In a sweeping crackdown on the so‑called Telegram marketplace ecosystem, the messaging giant has banned Huione Guarantee (also known as Haowang Guarantee) and Xinbi Guarantee, disrupting marketplaces that collectively processed more than $35 billion in USDT‑denominated transactions, according to a new report by TRM Labs.
These forums offered escrow and laundering services to cybercriminals and scam syndicates, including those operating pig‑butchering schemes.
Telegram’s move came in response to blockchain analytics firm Elliptic's investigation, which exposed the massive scale of Huione Guarantee: a Chinese‑language marketplace that had operated for years, facilitating fraud tools, stolen data, and illicit escrow services.
Yet while the ban shuttered these major platforms and deleted thousands of channels and aliases, it did little to stifle overall ecosystem activity.
Instead, according to the TRM Labs report, transaction volume quickly shifted to Tudou Guarantee, a Telegram‑based platform in which Huione Group already held a stake.
Huione Guarantee’s volumes plunged by 50% from their 2024 peak, but Tudou saw a 70-fold increase in daily inflows, signaling a strategic migration of activity.

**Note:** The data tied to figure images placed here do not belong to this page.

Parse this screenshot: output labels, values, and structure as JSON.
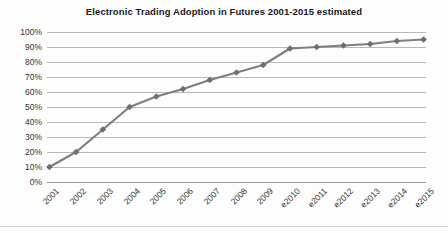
{
  "chart_data": {
    "type": "line",
    "title": "Electronic Trading Adoption in Futures 2001-2015 estimated",
    "xlabel": "",
    "ylabel": "",
    "categories": [
      "2001",
      "2002",
      "2003",
      "2004",
      "2005",
      "2006",
      "2007",
      "2008",
      "2009",
      "e2010",
      "e2011",
      "e2012",
      "e2013",
      "e2014",
      "e2015"
    ],
    "values": [
      10,
      20,
      35,
      50,
      57,
      62,
      68,
      73,
      78,
      89,
      90,
      91,
      92,
      94,
      95
    ],
    "series": [
      {
        "name": "Electronic Trading Adoption",
        "values": [
          10,
          20,
          35,
          50,
          57,
          62,
          68,
          73,
          78,
          89,
          90,
          91,
          92,
          94,
          95
        ]
      }
    ],
    "ytick_labels": [
      "100%",
      "90%",
      "80%",
      "70%",
      "60%",
      "50%",
      "40%",
      "30%",
      "20%",
      "10%",
      "0%"
    ],
    "ytick_values": [
      100,
      90,
      80,
      70,
      60,
      50,
      40,
      30,
      20,
      10,
      0
    ],
    "ylim": [
      0,
      100
    ],
    "value_unit": "%",
    "grid": "horizontal",
    "legend": "none",
    "line_color": "#7f7f7f",
    "marker_color": "#6e6e6e",
    "marker_shape": "diamond",
    "gridline_color": "#b8b8b8",
    "text_color": "#333333",
    "background_color": "#fdfdfd"
  }
}
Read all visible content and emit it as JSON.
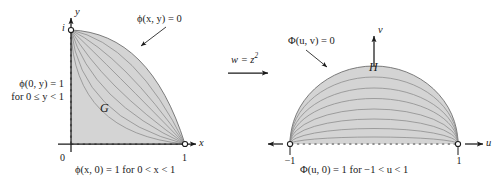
{
  "figure": {
    "background": "#ffffff",
    "fill_color": "#d4d4d4",
    "stroke_color": "#6e6e6e",
    "axis_color": "#1a1a1a",
    "text_color": "#1a1a1a"
  },
  "mapping": {
    "label": "w = z",
    "exponent": "2",
    "arrow": "right-arrow"
  },
  "left": {
    "region_label": "G",
    "axis_x_label": "x",
    "axis_y_label": "y",
    "tick_origin": "0",
    "tick_x_one": "1",
    "tick_y_i": "i",
    "top_condition": "ϕ(x, y) = 0",
    "left_condition_line1": "ϕ(0, y) = 1",
    "left_condition_line2": "for  0 ≤ y < 1",
    "bottom_condition": "ϕ(x, 0) = 1   for  0 < x < 1",
    "endpoint_markers": [
      "open-circle-at-1",
      "open-circle-at-i"
    ],
    "curve_count": 7
  },
  "right": {
    "region_label": "H",
    "axis_u_label": "u",
    "axis_v_label": "v",
    "tick_u_neg_one": "−1",
    "tick_u_one": "1",
    "top_condition": "Φ(u, v) = 0",
    "bottom_condition": "Φ(u, 0) = 1   for  −1 < u < 1",
    "endpoint_markers": [
      "open-circle-at-neg-1",
      "open-circle-at-1"
    ],
    "curve_count": 7
  }
}
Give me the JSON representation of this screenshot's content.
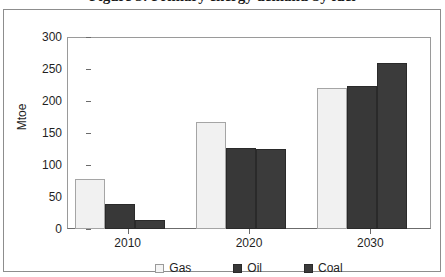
{
  "figure": {
    "clipped_title": "Figure 3: Primary energy demand by fuel",
    "y_axis_title": "Mtoe"
  },
  "chart_data": {
    "type": "bar",
    "title": "",
    "xlabel": "",
    "ylabel": "Mtoe",
    "ylim": [
      0,
      300
    ],
    "yticks": [
      0,
      50,
      100,
      150,
      200,
      250,
      300
    ],
    "ytick_labels": [
      "0",
      "50",
      "100",
      "150",
      "200",
      "250",
      "300"
    ],
    "grid": false,
    "legend_position": "bottom",
    "categories": [
      "2010",
      "2020",
      "2030"
    ],
    "series": [
      {
        "name": "Gas",
        "color": "#f1f1f1",
        "values": [
          78,
          167,
          221
        ]
      },
      {
        "name": "Oil",
        "color": "#383838",
        "values": [
          39,
          126,
          223
        ]
      },
      {
        "name": "Coal",
        "color": "#3b3b3b",
        "values": [
          14,
          125,
          260
        ]
      }
    ]
  },
  "legend": {
    "items": [
      {
        "label": "Gas",
        "swatch": "legend-swatch-gas"
      },
      {
        "label": "Oil",
        "swatch": "legend-swatch-oil"
      },
      {
        "label": "Coal",
        "swatch": "legend-swatch-coal"
      }
    ]
  }
}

Within days, Tudou’s user base and daily USDT volume neared the levels previously handled by Huione Guarantee, the report said.
Elliptic also identified more than 30 alternative guarantee platforms gaining traction in the wake of the purge, according to the report in May.
Xinbi Guarantee, banned the same day as Huione, rebounded quickly and saw a 90% surge in daily inflows after reappearing on Telegram under the same ID.
U.S. crackdown increases
Meanwhile, U.S. regulators ramped up the offense on Huione.
In early May, FinCEN issued a proposed Section 311 rule designating Huione Group a financial institution of primary money‑laundering concern. The rule cited at least $4 billion in illicit proceeds laundered from cyber heists, pig‑butchering fraud, and crypto scams between August 2021 and January 2025.
U.S. authorities escalated enforcement, naming Huione Group a money-laundering threat and sanctioning affiliated wallets and vendors. Later that month, OFAC imposed sanctions on Funnull Technology and two crypto wallets linked to Huione Group for facilitating pig‑butchering scams resulting in over $200 million in losses.
Despite the dismantling of its most visible back‑end, Huione Pay, the Group’s Cambodia‑based payment service provider, continues operations. The Huione umbrella also includes a crypto exchange and its own stablecoin, USDH, launched in an effort to evade restrictions tied to third‑party tokens like USDT.